Just in time for the season, we’ve got a horde of scary black and orange monsters rampaging through our fields.  Unfortunately, they are not cute kids dressed in costumes, but rather unwanted insect visitors.  And they are feasting not on candy, but on our broccoli, cabbage, kale and cauliflower.
Bagrada bugs are “stink bugs” — large, shield-shaped insects with a hard shell and a long proboscis that they use to suck the life out of plants.  There are several native stink bugs to California, all of which cause damage to crops and are difficult or impossible to control.  But Bagradas are an invasive species from Africa via China with no natural predators.  And unlike their local cousins, whose solitary nature limits the amount of damage they do, Bagradas are gregarious and quickly multiply.

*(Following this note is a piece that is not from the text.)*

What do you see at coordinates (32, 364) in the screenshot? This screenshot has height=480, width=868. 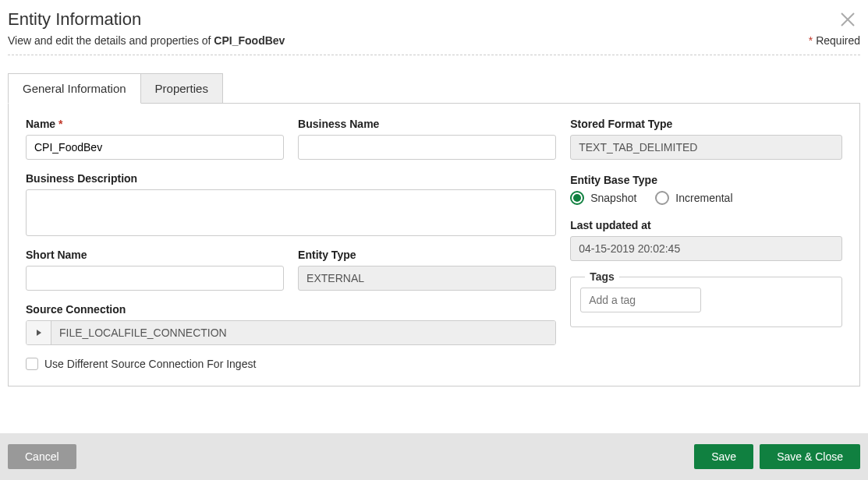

They are also very picky eaters.  Bagrada bugs’ favorite food is mustard, or rather, plants in the mustard family.  Also known as “brassicas”, this famly includes many of the crops we grow — arugula, broccoli, cabbage, cauliflower and kale — as well as others such as bok choy, brussel sprouts and mustard greens.  Bagradas can smell these crops from far away and they actively seek them out.  After a few weeks of feeding on their favorite food, they develop the hormones that cause them to start breeding.  A happy pair of Bagradas bugs living in a broccoli field can produce 3 or even 4 generations in just a few months, and each pair has dozens of offspring.  If that sounds scary, it is: don’t click this photo linkif you are an insectaphobe.
Unfortunately for the plants in question, and the farmers who grow them, Bagrada bugs cause severe damage.  When they suck the juice from a leaf, they cause a sort of allergic reaction that makes the attacked plant stop growing.  Cabbages that are attacked by bagradas, for example, do not form heads.  Damaged plants are dwarfed and fall victim to attack by other insects.

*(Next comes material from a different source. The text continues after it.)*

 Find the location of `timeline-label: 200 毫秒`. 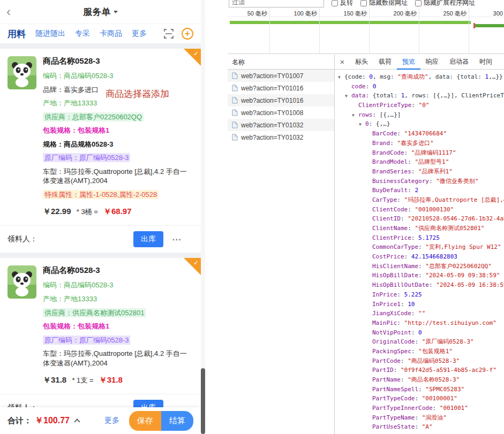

Later, when populations build, a hundred or more Bagradas will colonize a single plant — doing massive damage that usually kills it.

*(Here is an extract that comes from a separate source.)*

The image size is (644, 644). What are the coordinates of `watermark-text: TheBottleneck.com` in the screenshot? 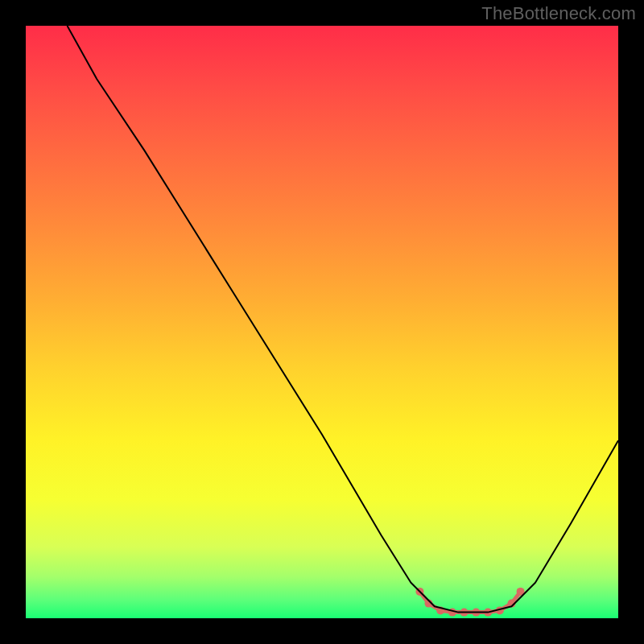 It's located at (559, 14).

Our first experience with Bagradas was back in 2015, when they came in on a batch of transplants from our nursery in Gilroy.  They caused extensive damage for one season, and then disappeared…until this year.  In the three years that have passed, no one has come up with any effective organic control for them.
It is still unclear to scientists who are studying their spread in California why there were so few or no Bagradas last year or the year before.  They don’t like cold weather or rain, and they tend to burrow into the soil when winter arrives.  The stormy weather in 2016 and 2017 might have kept them in check.  Unfortunately, the long-term forecast this year looks a lot more like winter 2015 — warm and dry.  And climate change could make those conditions even more common.
The appearance of the Bagradas on our farm is even more unfortunate given that research continues to point to brassicas of all kinds as a huge win/win for humans — healthy food that provides tremendous benefits to the soil while reducing the need for agricultural chemicals and fertilizers (I wrote a newsletter about that last year).
We are cooperating with researchers in any way we can to help find natural and organic solutions to the Bagrada problem.  But it’s also critical to educate the people who enjoy and benefit from the crops that the bugs are damaging — you!  If we can’t find a solution to this problem, fewer and fewer organic farmers will grow broccoli, kale, cabbage, etc  And prices will have to rise to compensate for the 10-20% yield loss the bugs cause.  Meanwhile, conventional growers will spray their fields more heavily and more often.
Invasive species in agriculture is a huge issue that impacts everyone who eats, not just the farmers who grow the crops.